Adoption Metrics and Benchmark Results for DuckDB v1.4 LTS
TL;DR: The DuckDB landing page makes some strong claims about DuckDB's popularity. In this blog post, we show evidence for these claims.
#1 on ClickBench
On October 9, 2025, DuckDB's in-memory variant hit #1 on the popular ClickBench database benchmark:

This result was made possible due several performance optimizations in DuckDB v1.4.
#3 Most Admired System on Stack Overflow
In Stack Overflow's 2024 Developer Survey, DuckDB was named among the top-3 most admired database systems. In the 2025 survey, it achieved position #4 (just 0.2% behind SQLite) but it made up for this by a significant increase in usage, which jumped from 1.4% in 2024 to 3.3% in 2025.
20+ Fortune-100 Companies Use DuckDB
We estimated the number of Fortune-100 companies who use DuckDB by cross-checking self-reported affiliations in the DuckDB issue tracker against a list of Fortune-100 companies.
25M+ Downloads / Month
DuckDB's Python packages has almost 25 million monthly downloads on PyPI alone. This is complemented with the downloads of other popular clients such as the CLI, Go, Node.js, Java, R, Rust and so on.
TPC-H SF 100,000
DuckDB is not only fast but it is also scalable. We have recently run the queries of the TPC-H workload on the scale factor 100,000 dataset, which is equivalent to 100,000 GB of CSV files. Obviously, such a data set size requires disk-based execution.
We ran the experiment on an i8g.48xlarge EC2 instance, which has 1.5 TB of RAM and 192 CPU cores (AWS Graviton4, Arm64). This instance has 12 NVMe SSD disks, each 3750 GB in size. We created a RAID-0 array from them to have a single 45 TB partition and formatted it using XFS.
We generated the dataset with the tpchgen-rs tool, a pure Rust implementation of the TPC-H generator. We configured the generator to produce chunks of Parquet files and loaded them into DuckDB. The final DuckDB database was about 27 TB in size (as a single file!).
DuckDB completed all 22 queries of the benchmark using its larger-than-memory processing. For some queries, this required spilling about 7 terabytes of data to disk. The median query runtime was 1.19 hours and the geometric mean runtime was 1.13 hours.
We will publish a detailed write-up on this experiment in the coming weeks.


Work to complete »
Word for word, repeat everything in the records below except the pictures.

Given records »

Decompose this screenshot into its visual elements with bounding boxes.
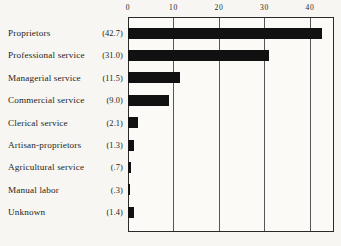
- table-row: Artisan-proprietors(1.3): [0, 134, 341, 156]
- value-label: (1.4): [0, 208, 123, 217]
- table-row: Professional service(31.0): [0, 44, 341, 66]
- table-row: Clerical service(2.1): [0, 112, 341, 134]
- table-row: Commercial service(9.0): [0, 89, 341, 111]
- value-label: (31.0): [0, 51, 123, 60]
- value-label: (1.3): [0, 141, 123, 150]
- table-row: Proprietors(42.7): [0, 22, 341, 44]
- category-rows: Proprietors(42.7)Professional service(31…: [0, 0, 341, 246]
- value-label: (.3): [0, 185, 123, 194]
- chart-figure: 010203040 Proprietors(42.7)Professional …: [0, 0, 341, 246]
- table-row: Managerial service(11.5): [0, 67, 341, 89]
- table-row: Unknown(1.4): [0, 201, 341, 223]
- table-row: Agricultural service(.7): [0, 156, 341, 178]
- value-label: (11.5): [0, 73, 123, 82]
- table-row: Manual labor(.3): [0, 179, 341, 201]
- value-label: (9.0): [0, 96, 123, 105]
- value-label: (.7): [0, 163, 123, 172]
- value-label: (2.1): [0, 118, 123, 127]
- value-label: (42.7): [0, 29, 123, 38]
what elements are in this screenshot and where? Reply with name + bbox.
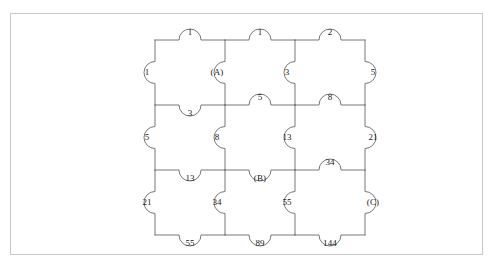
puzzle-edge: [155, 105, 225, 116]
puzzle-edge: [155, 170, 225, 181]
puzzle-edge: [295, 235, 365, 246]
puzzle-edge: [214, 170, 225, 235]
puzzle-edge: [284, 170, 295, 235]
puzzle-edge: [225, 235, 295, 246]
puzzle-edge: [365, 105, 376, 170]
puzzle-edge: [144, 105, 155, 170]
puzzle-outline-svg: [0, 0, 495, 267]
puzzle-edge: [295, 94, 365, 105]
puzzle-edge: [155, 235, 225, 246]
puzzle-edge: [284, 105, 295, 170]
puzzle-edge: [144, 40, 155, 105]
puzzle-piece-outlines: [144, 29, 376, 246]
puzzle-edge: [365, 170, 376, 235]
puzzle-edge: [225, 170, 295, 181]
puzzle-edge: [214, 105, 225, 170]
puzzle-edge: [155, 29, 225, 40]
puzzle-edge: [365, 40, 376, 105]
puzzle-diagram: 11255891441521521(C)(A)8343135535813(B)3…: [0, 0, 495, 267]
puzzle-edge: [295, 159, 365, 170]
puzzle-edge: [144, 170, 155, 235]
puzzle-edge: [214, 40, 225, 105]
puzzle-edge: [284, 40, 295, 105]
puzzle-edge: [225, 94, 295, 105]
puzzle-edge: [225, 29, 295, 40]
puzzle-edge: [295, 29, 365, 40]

Solved problem »
Decompose this screenshot into its visual elements with bounding boxes.
- table-row: Artisan-proprietors(1.3): [0, 134, 341, 156]
- value-label: (1.4): [0, 208, 123, 217]
- table-row: Professional service(31.0): [0, 44, 341, 66]
- table-row: Clerical service(2.1): [0, 112, 341, 134]
- table-row: Commercial service(9.0): [0, 89, 341, 111]
- value-label: (31.0): [0, 51, 123, 60]
- value-label: (1.3): [0, 141, 123, 150]
- table-row: Proprietors(42.7): [0, 22, 341, 44]
- category-rows: Proprietors(42.7)Professional service(31…: [0, 0, 341, 246]
- value-label: (.3): [0, 185, 123, 194]
- chart-figure: 010203040 Proprietors(42.7)Professional …: [0, 0, 341, 246]
- table-row: Managerial service(11.5): [0, 67, 341, 89]
- table-row: Unknown(1.4): [0, 201, 341, 223]
- table-row: Agricultural service(.7): [0, 156, 341, 178]
- value-label: (11.5): [0, 73, 123, 82]
- table-row: Manual labor(.3): [0, 179, 341, 201]
- value-label: (9.0): [0, 96, 123, 105]
- value-label: (.7): [0, 163, 123, 172]
- value-label: (2.1): [0, 118, 123, 127]
- value-label: (42.7): [0, 29, 123, 38]
what elements are in this screenshot and where? Reply with name + bbox.
puzzle-edge: [155, 105, 225, 116]
puzzle-edge: [155, 170, 225, 181]
puzzle-edge: [295, 235, 365, 246]
puzzle-edge: [214, 170, 225, 235]
puzzle-edge: [284, 170, 295, 235]
puzzle-edge: [225, 235, 295, 246]
puzzle-edge: [365, 105, 376, 170]
puzzle-edge: [144, 105, 155, 170]
puzzle-outline-svg: [0, 0, 495, 267]
puzzle-edge: [295, 94, 365, 105]
puzzle-edge: [155, 235, 225, 246]
puzzle-edge: [284, 105, 295, 170]
puzzle-edge: [144, 40, 155, 105]
puzzle-piece-outlines: [144, 29, 376, 246]
puzzle-edge: [365, 170, 376, 235]
puzzle-edge: [225, 170, 295, 181]
puzzle-edge: [214, 105, 225, 170]
puzzle-edge: [155, 29, 225, 40]
puzzle-edge: [365, 40, 376, 105]
puzzle-diagram: 11255891441521521(C)(A)8343135535813(B)3…: [0, 0, 495, 267]
puzzle-edge: [295, 159, 365, 170]
puzzle-edge: [144, 170, 155, 235]
puzzle-edge: [214, 40, 225, 105]
puzzle-edge: [284, 40, 295, 105]
puzzle-edge: [225, 94, 295, 105]
puzzle-edge: [225, 29, 295, 40]
puzzle-edge: [295, 29, 365, 40]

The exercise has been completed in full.